South helps growing companies find, hire, and pay top Latin American talent. Build high-performing teams in 21 days or less.












You are paying to send traffic to a page that converts at 2 percent. Doubling that conversion rate is worth more than doubling your ad budget, and it costs a lot less. When you hire a CRO specialist through South, you get a pre-vetted conversion rate optimization expert in your US time zone who runs disciplined experiments that lift the numbers that matter. Placement in two to four weeks, 30 to 60 percent below US cost, no large upfront fees.

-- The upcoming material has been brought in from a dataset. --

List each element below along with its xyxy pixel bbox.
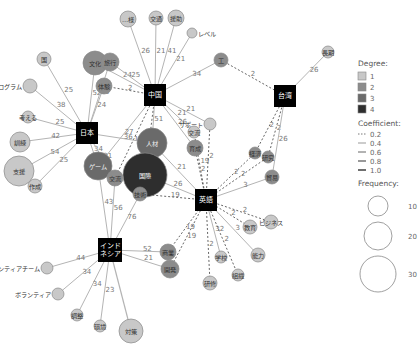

A CRO specialist, short for conversion rate optimization specialist, improves the percentage of visitors who take a desired action on a website or app. They research user behavior, form hypotheses, design and run A/B and multivariate tests, and analyze the results to systematically lift conversion. The role exists to extract more revenue from the traffic you already have.
The discipline is more rigorous than most people assume. Bad CRO is "let's make the button green and see if sales go up." Real CRO is a research-driven, statistically literate process. A strong specialist starts by understanding where and why visitors drop off, using quantitative tools like Google Analytics 4 to find the leaky steps in the funnel and qualitative tools like Hotjar session recordings and heatmaps to understand the behavior behind the numbers. They run user surveys and usability reviews. Only then do they form a hypothesis worth testing, because running tests on random ideas burns traffic and time without producing learning.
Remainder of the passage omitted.